Share
×
Inspirational Quotes
Authors
Professions
Topics
Tags
Quote
Few men speak humbly of humility, chastely of chastity, skeptically of skepticism.
Blaise Pascal
Share
Change background
T
T
T
Change font
Original
TAGS & TOPICS
Blaise Pascal
Age: 39 †
Born: 1623
Born: June 19
Died: 1662
Died: August 19
French Moralist
Mathematician
Philosopher
Physicist
Statistician
Theologian
Writer
Clarmont-Ferrand
Pascal
Louis de Montalte
Amos Dettonville
Dettonville
Paskal Blez
Humility
Pride
Skeptically
Speak
Humbly
Men
Chastity
Skepticism
Mathematical
Math
Mathematics
More quotes by Blaise Pascal
All evil stems from this-that we do. Know how to handle your solitude.
Blaise Pascal
There are vices which have no hold upon us, but in connection with others and which, when you cut down the trunk, fall like the branches.
Blaise Pascal
Thus so wretched is man that he would weary even without any cause for weariness... and so frivolous is he that, though full of a thousand reasons for weariness, the least thing, such as playing billiards or hitting a ball, is sufficient enough to amuse him.
Blaise Pascal
Faith is a sounder guide than reason. Reason can only go so far, but faith has no limits.
Blaise Pascal
From whence comes it that a cripple in body does not irritate us, and that a crippled mind enrages us? It is because a cripple sees that we go right, and a distorted mind says that it is we who go astray. But for that we should have more pity and less rage.
Blaise Pascal
The Christian's God does not merely consist of a God who is the Author of mathematical truths and the order of the elements. The God of Abraham, the God of Isaac, the God of Jacob, the God of the Christians, is a God of love and consolation.
Blaise Pascal
When malice has reason on its side, it looks forth bravely, and displays that reason in all its luster. When austerity and self-denial have not realized true happiness, and the soul returns to the dictates of nature, the reaction is fearfully extravagant.
Blaise Pascal
Necessity, that great refuge and excuse for human frailty, breaks through all law and he is not to be accounted in fault whose crime is not the effect of choice, but force.
Blaise Pascal
Il n'est pas certain que tout soit incertain. (Translation: It is not certain that everything is uncertain.)
Blaise Pascal
Nothing is good but mediocrity. The majority has settled that, and finds fault with him who escapes it at whichever end... To leave the mean is to abandon humanity.
Blaise Pascal
As men are not able to fight against death, misery, ignorance, they have taken it into their heads, in order to be happy, not to think of them at all.
Blaise Pascal
There was once in man a true happiness of which there now remain to him only the mark and empty trace, which he in vain tries to fill from all his surroundings, seeking from things absent the help he does not obtain in things present.
Blaise Pascal
The mind must not be forced artificial and constrained manners fill it with foolish presumption, through unnatural elevation and vain and ridiculous inflation, instead of solid and vigorous nutriment.
Blaise Pascal
If men knew themselves, God would heal and pardon them.
Blaise Pascal
What matters it that man should have a little more knowledge of the universe? If he has it, he gets little higher. Is he not always infinitely removed from the end, and is not the duration of our life equally removed from eternity, even if it lasts ten years longer?
Blaise Pascal
Great and small suffer the same mishaps.
Blaise Pascal
No man ever believes with a true and saving faith unless God inclines his heart and no man when God does incline his heart can refrain from believing.
Blaise Pascal
If we let ourselves believe that man began with divine grace, that he forfeited this by sin, and that he can be redeemed only by divine grace through the crucified Christ, then we shall find peace of mind never granted to philosophers. He who cannot believe is cursed, for he reveals by his unbelief that God has not chosen to give him grace.
Blaise Pascal
The gist is that good and evil are foreordained. What is foreordained comes necessarily to be after a prior act of divine volition...Rather, everything small and large is written and comes to be in a known and expected measure.
Blaise Pascal
Our achievements of today are but the sum total of our thoughts of yesterday.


YOUR ASSIGNMENT: Would you return each record that follows word for word, without its pictures?

RECORDS FOR PROCESSING:
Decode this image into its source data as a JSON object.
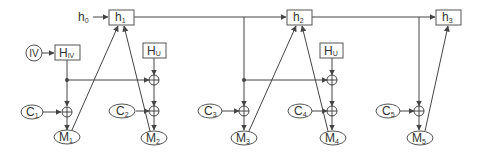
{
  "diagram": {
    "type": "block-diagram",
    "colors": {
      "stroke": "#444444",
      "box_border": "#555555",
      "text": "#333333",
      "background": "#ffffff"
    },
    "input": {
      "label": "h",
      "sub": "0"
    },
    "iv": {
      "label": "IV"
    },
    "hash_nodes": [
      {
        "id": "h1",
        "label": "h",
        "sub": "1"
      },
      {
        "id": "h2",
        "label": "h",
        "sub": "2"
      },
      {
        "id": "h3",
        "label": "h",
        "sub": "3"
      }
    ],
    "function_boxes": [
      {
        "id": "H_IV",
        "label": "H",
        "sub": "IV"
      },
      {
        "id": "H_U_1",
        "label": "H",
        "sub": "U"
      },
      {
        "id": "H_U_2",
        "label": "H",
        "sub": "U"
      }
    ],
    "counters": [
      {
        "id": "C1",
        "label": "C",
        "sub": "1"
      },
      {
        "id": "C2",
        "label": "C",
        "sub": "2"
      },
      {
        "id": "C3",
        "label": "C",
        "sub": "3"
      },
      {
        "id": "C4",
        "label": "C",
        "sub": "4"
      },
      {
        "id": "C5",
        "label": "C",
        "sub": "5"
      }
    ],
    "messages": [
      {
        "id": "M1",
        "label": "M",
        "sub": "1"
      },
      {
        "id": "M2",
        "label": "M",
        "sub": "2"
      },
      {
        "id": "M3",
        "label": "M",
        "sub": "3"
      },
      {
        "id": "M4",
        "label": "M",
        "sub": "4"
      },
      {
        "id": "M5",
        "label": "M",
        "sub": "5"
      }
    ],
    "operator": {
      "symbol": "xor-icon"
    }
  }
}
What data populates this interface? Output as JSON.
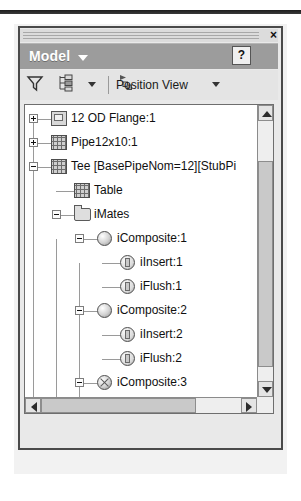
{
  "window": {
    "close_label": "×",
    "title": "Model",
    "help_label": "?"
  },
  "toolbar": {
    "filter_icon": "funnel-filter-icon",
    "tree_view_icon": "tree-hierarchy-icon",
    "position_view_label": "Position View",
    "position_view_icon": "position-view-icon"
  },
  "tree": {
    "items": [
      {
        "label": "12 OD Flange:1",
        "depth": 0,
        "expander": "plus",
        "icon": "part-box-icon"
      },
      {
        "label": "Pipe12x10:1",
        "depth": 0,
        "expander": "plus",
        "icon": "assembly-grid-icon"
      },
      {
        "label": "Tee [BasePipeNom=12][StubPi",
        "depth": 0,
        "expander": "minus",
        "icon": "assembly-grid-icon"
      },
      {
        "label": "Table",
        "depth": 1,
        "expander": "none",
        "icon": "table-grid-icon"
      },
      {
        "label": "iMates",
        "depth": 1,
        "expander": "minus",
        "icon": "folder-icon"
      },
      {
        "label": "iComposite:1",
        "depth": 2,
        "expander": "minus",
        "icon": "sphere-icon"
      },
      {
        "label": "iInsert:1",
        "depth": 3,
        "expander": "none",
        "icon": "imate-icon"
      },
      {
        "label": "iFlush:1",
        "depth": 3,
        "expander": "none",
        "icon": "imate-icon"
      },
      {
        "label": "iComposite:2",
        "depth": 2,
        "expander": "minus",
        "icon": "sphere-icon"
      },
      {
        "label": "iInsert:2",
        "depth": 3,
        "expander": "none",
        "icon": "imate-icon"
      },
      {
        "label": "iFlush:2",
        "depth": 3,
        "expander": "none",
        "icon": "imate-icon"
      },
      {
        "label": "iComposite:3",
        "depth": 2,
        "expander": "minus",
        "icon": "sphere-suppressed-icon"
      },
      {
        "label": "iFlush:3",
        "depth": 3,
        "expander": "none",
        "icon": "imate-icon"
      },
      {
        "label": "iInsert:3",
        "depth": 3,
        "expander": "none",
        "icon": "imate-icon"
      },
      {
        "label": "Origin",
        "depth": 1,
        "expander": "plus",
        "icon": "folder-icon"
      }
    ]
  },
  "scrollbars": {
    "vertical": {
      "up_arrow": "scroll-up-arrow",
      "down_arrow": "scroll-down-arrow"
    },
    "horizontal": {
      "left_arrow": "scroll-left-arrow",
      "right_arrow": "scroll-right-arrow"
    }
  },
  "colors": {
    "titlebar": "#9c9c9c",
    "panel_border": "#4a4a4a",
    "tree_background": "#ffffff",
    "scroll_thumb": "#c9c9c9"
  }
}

TASK ANSWER:
Decode this image into its source data as a JSON object.
{
  "diagram": {
    "type": "block-diagram",
    "colors": {
      "stroke": "#444444",
      "box_border": "#555555",
      "text": "#333333",
      "background": "#ffffff"
    },
    "input": {
      "label": "h",
      "sub": "0"
    },
    "iv": {
      "label": "IV"
    },
    "hash_nodes": [
      {
        "id": "h1",
        "label": "h",
        "sub": "1"
      },
      {
        "id": "h2",
        "label": "h",
        "sub": "2"
      },
      {
        "id": "h3",
        "label": "h",
        "sub": "3"
      }
    ],
    "function_boxes": [
      {
        "id": "H_IV",
        "label": "H",
        "sub": "IV"
      },
      {
        "id": "H_U_1",
        "label": "H",
        "sub": "U"
      },
      {
        "id": "H_U_2",
        "label": "H",
        "sub": "U"
      }
    ],
    "counters": [
      {
        "id": "C1",
        "label": "C",
        "sub": "1"
      },
      {
        "id": "C2",
        "label": "C",
        "sub": "2"
      },
      {
        "id": "C3",
        "label": "C",
        "sub": "3"
      },
      {
        "id": "C4",
        "label": "C",
        "sub": "4"
      },
      {
        "id": "C5",
        "label": "C",
        "sub": "5"
      }
    ],
    "messages": [
      {
        "id": "M1",
        "label": "M",
        "sub": "1"
      },
      {
        "id": "M2",
        "label": "M",
        "sub": "2"
      },
      {
        "id": "M3",
        "label": "M",
        "sub": "3"
      },
      {
        "id": "M4",
        "label": "M",
        "sub": "4"
      },
      {
        "id": "M5",
        "label": "M",
        "sub": "5"
      }
    ],
    "operator": {
      "symbol": "xor-icon"
    }
  }
}
What data populates this interface? Output as JSON.
{
  "window": {
    "close_label": "×",
    "title": "Model",
    "help_label": "?"
  },
  "toolbar": {
    "filter_icon": "funnel-filter-icon",
    "tree_view_icon": "tree-hierarchy-icon",
    "position_view_label": "Position View",
    "position_view_icon": "position-view-icon"
  },
  "tree": {
    "items": [
      {
        "label": "12 OD Flange:1",
        "depth": 0,
        "expander": "plus",
        "icon": "part-box-icon"
      },
      {
        "label": "Pipe12x10:1",
        "depth": 0,
        "expander": "plus",
        "icon": "assembly-grid-icon"
      },
      {
        "label": "Tee [BasePipeNom=12][StubPi",
        "depth": 0,
        "expander": "minus",
        "icon": "assembly-grid-icon"
      },
      {
        "label": "Table",
        "depth": 1,
        "expander": "none",
        "icon": "table-grid-icon"
      },
      {
        "label": "iMates",
        "depth": 1,
        "expander": "minus",
        "icon": "folder-icon"
      },
      {
        "label": "iComposite:1",
        "depth": 2,
        "expander": "minus",
        "icon": "sphere-icon"
      },
      {
        "label": "iInsert:1",
        "depth": 3,
        "expander": "none",
        "icon": "imate-icon"
      },
      {
        "label": "iFlush:1",
        "depth": 3,
        "expander": "none",
        "icon": "imate-icon"
      },
      {
        "label": "iComposite:2",
        "depth": 2,
        "expander": "minus",
        "icon": "sphere-icon"
      },
      {
        "label": "iInsert:2",
        "depth": 3,
        "expander": "none",
        "icon": "imate-icon"
      },
      {
        "label": "iFlush:2",
        "depth": 3,
        "expander": "none",
        "icon": "imate-icon"
      },
      {
        "label": "iComposite:3",
        "depth": 2,
        "expander": "minus",
        "icon": "sphere-suppressed-icon"
      },
      {
        "label": "iFlush:3",
        "depth": 3,
        "expander": "none",
        "icon": "imate-icon"
      },
      {
        "label": "iInsert:3",
        "depth": 3,
        "expander": "none",
        "icon": "imate-icon"
      },
      {
        "label": "Origin",
        "depth": 1,
        "expander": "plus",
        "icon": "folder-icon"
      }
    ]
  },
  "scrollbars": {
    "vertical": {
      "up_arrow": "scroll-up-arrow",
      "down_arrow": "scroll-down-arrow"
    },
    "horizontal": {
      "left_arrow": "scroll-left-arrow",
      "right_arrow": "scroll-right-arrow"
    }
  },
  "colors": {
    "titlebar": "#9c9c9c",
    "panel_border": "#4a4a4a",
    "tree_background": "#ffffff",
    "scroll_thumb": "#c9c9c9"
  }
}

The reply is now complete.